Jewish mysticism offers a powerful framework for understanding and mending those disconnections, not just within ourselves, but within the very fabric of reality. It's a process of repair, a concept the Kabbalists called tikkun (spiritual repair).

How do we begin to mend what's broken? That's the question the ancient text Kalach Pitchei Chokhmah ("138 Openings of Wisdom") explores. It teaches us that everything needs proper repair, especially the "branches" that need re-attachment to their "root." What does this mean in practical terms?

The text outlines two crucial steps. First, the removal of the Other Side. Ominous. What is this "Other Side"? It's often referred to as the Sitra Achra (the Other Side, the realm of impurity) in Aramaic, and represents the realm of negativity, chaos, and separation from the Divine source. This "removal" isn't about banishing evil in some simplistic way, but rather recognizing and neutralizing its disruptive influence.

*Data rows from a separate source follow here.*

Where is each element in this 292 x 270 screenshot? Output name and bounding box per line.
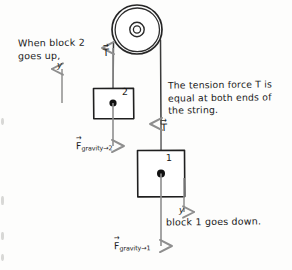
pulley-group [112, 5, 162, 54]
tension-symbol-block1: T [161, 122, 167, 133]
axis-label-left-y: y [57, 60, 63, 70]
force-label-gravity-block1: Fgravity→1 [114, 240, 151, 253]
scan-artifact-speck [1, 118, 4, 125]
tension-label-block1: T [161, 122, 167, 133]
force-subscript-block2: gravity→2 [81, 144, 112, 153]
force-label-gravity-block2: Fgravity→2 [76, 140, 113, 153]
scan-artifact-speck [1, 196, 4, 205]
scan-artifact-speck [1, 254, 4, 261]
force-symbol-block1: F [114, 240, 120, 251]
force-symbol-block2: F [76, 140, 82, 151]
note-block-1-goes-down: block 1 goes down. [166, 215, 261, 229]
block-1-label: 1 [166, 152, 172, 163]
block-2-label: 2 [122, 86, 128, 97]
note-tension-equal: The tension force T is equal at both end… [168, 78, 273, 117]
physics-diagram-canvas: When block 2 goes up, The tension force … [0, 0, 292, 270]
pulley-hub-inner [133, 26, 140, 33]
scan-artifact-speck [1, 232, 4, 240]
axis-label-right-y: y [179, 205, 185, 215]
force-subscript-block1: gravity→1 [119, 244, 150, 253]
note-block-2-goes-up: When block 2 goes up, [18, 37, 85, 63]
tension-symbol-block2: T [103, 47, 109, 58]
tension-label-block2: T [103, 47, 109, 58]
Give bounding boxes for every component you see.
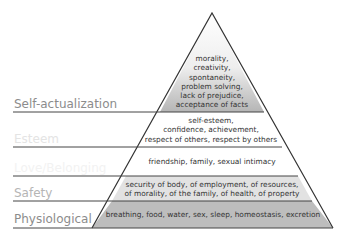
- label-love: Love/Belonging: [14, 161, 106, 175]
- label-physiological: Physiological: [14, 212, 92, 226]
- text-physiological: breathing, food, water, sex, sleep, home…: [106, 210, 320, 219]
- text-safety: security of body, of employment, of reso…: [125, 180, 300, 199]
- text-self-actualization: morality, creativity, spontaneity, probl…: [176, 54, 248, 110]
- text-love: friendship, family, sexual intimacy: [148, 157, 275, 166]
- label-self-actualization: Self-actualization: [14, 97, 117, 111]
- text-esteem: self-esteem, confidence, achievement, re…: [145, 116, 277, 144]
- label-esteem: Esteem: [14, 132, 59, 146]
- label-safety: Safety: [14, 186, 52, 200]
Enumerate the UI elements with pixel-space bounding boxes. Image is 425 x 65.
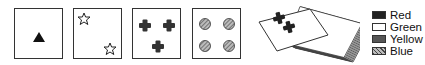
legend-label: Red <box>390 9 411 21</box>
swatch-yellow <box>372 35 386 43</box>
triangle-icon <box>33 32 45 42</box>
cross-icon <box>163 20 175 32</box>
legend-item-blue: Blue <box>372 45 423 57</box>
legend-label: Yellow <box>390 33 423 45</box>
legend-item-yellow: Yellow <box>372 33 423 45</box>
cross-icon <box>139 20 151 32</box>
legend-item-green: Green <box>372 21 423 33</box>
circle-icon <box>224 19 235 30</box>
legend-item-red: Red <box>372 9 423 21</box>
swatch-red <box>372 11 386 19</box>
circle-icon <box>200 19 211 30</box>
swatch-blue <box>372 47 386 55</box>
stimulus-card-4[interactable] <box>192 8 241 59</box>
stimulus-card-3[interactable] <box>132 8 181 59</box>
circle-icon <box>200 41 211 52</box>
stimulus-card-1[interactable] <box>14 8 63 59</box>
color-legend: Red Green Yellow Blue <box>372 9 423 57</box>
legend-label: Blue <box>390 45 413 57</box>
legend-label: Green <box>390 21 422 33</box>
stimulus-card-2[interactable] <box>73 8 122 59</box>
response-card-deck[interactable] <box>255 0 360 65</box>
swatch-green <box>372 23 386 31</box>
circle-icon <box>224 41 235 52</box>
star-icon <box>78 13 90 25</box>
cross-icon <box>152 41 164 53</box>
star-icon <box>104 43 116 55</box>
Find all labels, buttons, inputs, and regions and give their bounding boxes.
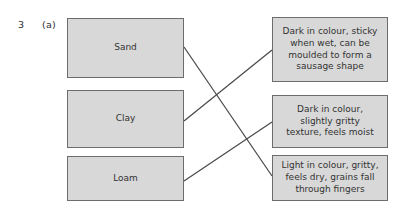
left-option-label: Sand — [68, 42, 183, 54]
right-option-label: Dark in colour, slightly gritty texture,… — [278, 104, 382, 140]
question-part-label: (a) — [42, 19, 56, 30]
question-number: 3 — [18, 19, 24, 30]
left-option-label: Clay — [68, 113, 183, 125]
right-option-box-3[interactable]: Light in colour, gritty, feels dry, grai… — [272, 155, 388, 201]
left-option-label: Loam — [68, 173, 183, 185]
connection-line-1[interactable] — [184, 47, 272, 176]
left-option-box-loam[interactable]: Loam — [67, 156, 184, 201]
right-option-box-2[interactable]: Dark in colour, slightly gritty texture,… — [272, 95, 388, 148]
left-option-box-sand[interactable]: Sand — [67, 18, 184, 78]
right-option-box-1[interactable]: Dark in colour, sticky when wet, can be … — [272, 17, 388, 82]
connection-line-3[interactable] — [184, 122, 272, 181]
connection-line-2[interactable] — [184, 50, 272, 121]
matching-exercise-page: 3 (a) Sand Clay Loam Dark in colour, sti… — [0, 0, 402, 201]
right-option-label: Light in colour, gritty, feels dry, grai… — [278, 160, 382, 196]
left-option-box-clay[interactable]: Clay — [67, 90, 184, 148]
right-option-label: Dark in colour, sticky when wet, can be … — [278, 26, 382, 74]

The second step involves the repair of the worlds through their good arrangements. This is where things get really interesting. The Kabbalists speak of four primary worlds: Atzilut (Emanation), Beriya (Creation), Yetzirah (Formation), and Asiyah (Action). In Atzilut, everything is divine, pure Godliness, untouched by evil. But the lower worlds, Beriya, Yetzirah, and Asiyah, are a mixed bag. They contain both good and evil because they contain separate creations, each with its own inherent potential for both.

And here's the kicker: it's this very evil, this separation in the lower worlds, that disconnects the branches from their root. Evil, the Kalach Pitchei Chokhmah tells us, has the power to cause separation. It creates a sense of fragmentation.

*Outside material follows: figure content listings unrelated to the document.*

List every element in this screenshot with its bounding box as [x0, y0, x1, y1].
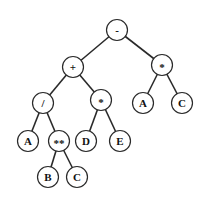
- tree-node: +: [63, 57, 84, 78]
- node-label: A: [139, 97, 147, 109]
- node-label: **: [54, 137, 66, 149]
- tree-node: C: [67, 167, 88, 188]
- node-label: -: [115, 24, 119, 36]
- tree-node: **: [49, 131, 70, 152]
- tree-node: *: [152, 55, 173, 76]
- node-label: *: [98, 96, 104, 108]
- node-label: C: [73, 171, 81, 183]
- node-label: C: [178, 97, 186, 109]
- tree-node: D: [76, 131, 97, 152]
- node-label: D: [82, 135, 90, 147]
- tree-node: -: [107, 20, 128, 41]
- tree-node: E: [110, 131, 131, 152]
- tree-node: *: [91, 90, 112, 111]
- node-label: *: [159, 61, 165, 73]
- tree-node: A: [133, 93, 154, 114]
- tree-node: /: [33, 93, 54, 114]
- node-label: E: [116, 135, 123, 147]
- node-label: B: [44, 171, 52, 183]
- expression-tree: -+*/*ACA**DEBC: [0, 0, 205, 202]
- tree-node: A: [18, 131, 39, 152]
- tree-node: C: [172, 93, 193, 114]
- node-label: A: [24, 135, 32, 147]
- node-label: +: [70, 61, 76, 73]
- tree-node: B: [38, 167, 59, 188]
- tree-nodes: -+*/*ACA**DEBC: [18, 20, 193, 188]
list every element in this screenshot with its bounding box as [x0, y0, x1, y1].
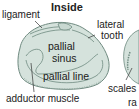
outer-shell-partial	[124, 30, 139, 84]
label-adductor-muscle: adductor muscle	[6, 93, 79, 104]
label-ligament: ligament	[2, 9, 40, 20]
label-lateral-tooth-line2: tooth	[101, 30, 123, 41]
label-pallial-sinus-line1: pallial	[48, 40, 75, 52]
clam-diagram: Inside ligament lateral tooth pallial si…	[0, 0, 139, 109]
diagram-title: Inside	[51, 1, 83, 13]
label-pallial-sinus-line2: sinus	[52, 52, 77, 64]
label-partial-cut-off: ra	[128, 97, 137, 108]
label-scales: scales	[108, 83, 136, 94]
label-lateral-tooth-line1: lateral	[97, 19, 124, 30]
label-pallial-line: pallial line	[43, 70, 89, 82]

So, how do we fix it? How do we reconnect? The text suggests that the higher levels of Beriya, Yetzirah, and Asiyah must be merged and included in one another. Imagine these worlds as nested spheres, each influencing the other. The key lies in recognizing the inherent goodness within each, even amidst the imperfections, and allowing them to harmonize.

This merging happens through the arrangements that exist in the "lights of the Chariot" – a reference to the mystical vision of Ezekiel's Chariot (Merkabah in Hebrew), representing divine presence and the structure of the cosmos. These lights, these divine emanations, provide the blueprint for how the worlds can interact and support one another. It's about finding the connections, the pathways for divine energy to flow, and mending the fractures that keep us apart.

Think of it like this: each of us is a world unto ourselves, containing both light and shadow. To truly connect with our source, with our "root," we need to acknowledge and integrate all aspects of ourselves, striving to bring the higher, more refined parts into harmony with the lower, more chaotic ones.

This process of tikkun olam, repairing the world, starts within each of us. It's about actively choosing connection over separation, recognizing the divine spark in ourselves and others, and striving to create a world where all branches are firmly rooted in the source of all being. It's a tall order, no doubt. But what other task is more worthy of our attention?